Dictionary of National Biography, 1885-1900/Tindal, William

741474Dictionary of National Biography, 1885-1900, Volume 56 — Tindal, William1898Edward Irving Carlyle

TINDAL, WILLIAM (1756–1804), antiquary, born at Chelmsford on 14 May 1756, was son of James Tindal (d. 1760), captain in the 4th regiment of dragoons, youngest son of Nicholas Tindal [q. v.] James married Miss Shenton, who, after his death, was married to Dr. Smith, a physician at Cheltenham and Oxford. At four years of age William and his mother went to reside with her brother, a minor canon of Chichester, and six years later they removed to Richmond. On 19 May 1772 he matriculated from Trinity College, Oxford, and was elected a scholar in the same year. He graduated B.A. in 1776 and M.A. in 1778, in which year he was ordained deacon and obtained a fellowship, which he held until his marriage. After serving as curate at Evesham, he became rector of Billingford in Norfolk in 1789, and on 6 July 1792 he was also instituted to the rectory of Kington, Worcestershire. In 1799 he exchanged the rectory of Billingford for the chaplainship of the Tower of London. In the same year he was elected a fellow of the Society of Antiquaries (Nichols, Lit. Illustr. vi. 772).

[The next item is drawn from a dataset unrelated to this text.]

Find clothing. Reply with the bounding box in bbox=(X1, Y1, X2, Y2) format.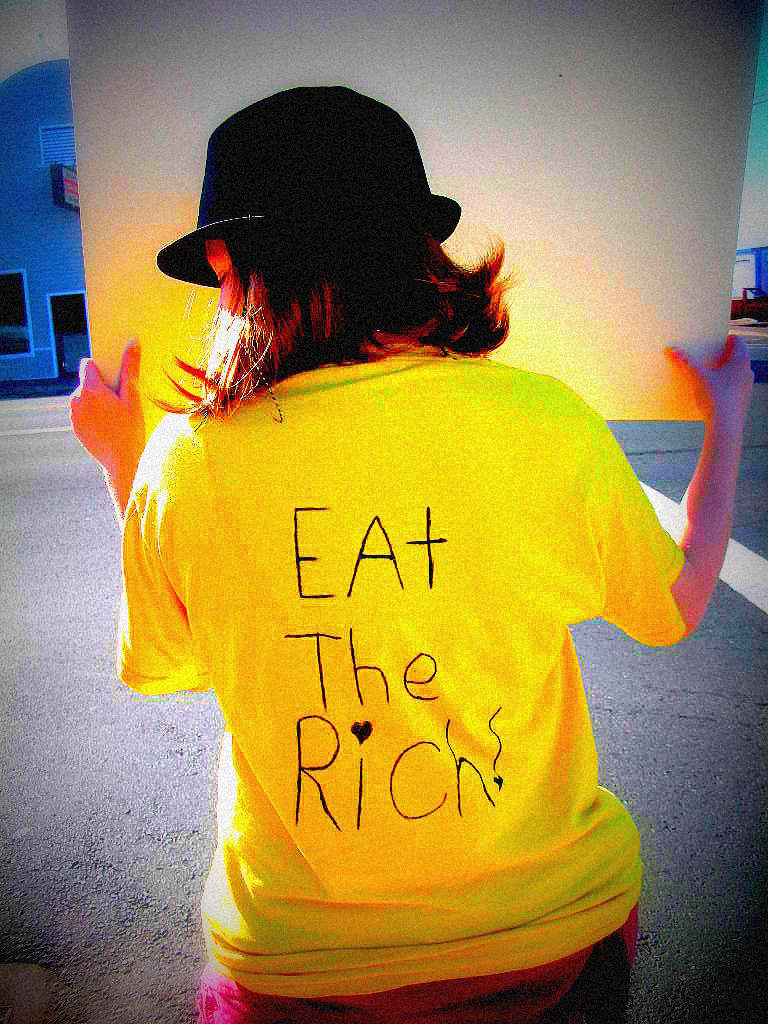
bbox=(86, 330, 717, 989).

Tindal committed suicide at the Tower on 16 Sept. 1804 while in a state of mental depression. He married before 1794, and his wife survived him.

Besides writing several political pamphlets, he was the author of: 1. ‘Remarks on Dr. Johnson's Life and Critical Observations on the Works of Gray,’ 1782, 8vo. 2. ‘Juvenile Excursions in Literature and Criticism,’ London, 1791, 16mo. 3. ‘The History and Antiquities of the Abbey and Borough of Evesham,’ Evesham, 1794, 4to. The last work won high praise from Horace Walpole. Tindal is also said to have written a poetical essay in blank verse, entitled ‘The Evils and Advantages of Genius contrasted.’

[Chambers's Biogr. Illustr. of Worcestershire, pp. 567–72; Gent. Mag. 1794 ii. 836, 1804 ii. 389, 975; Foster's Alumni Oxon. 1715–1886.]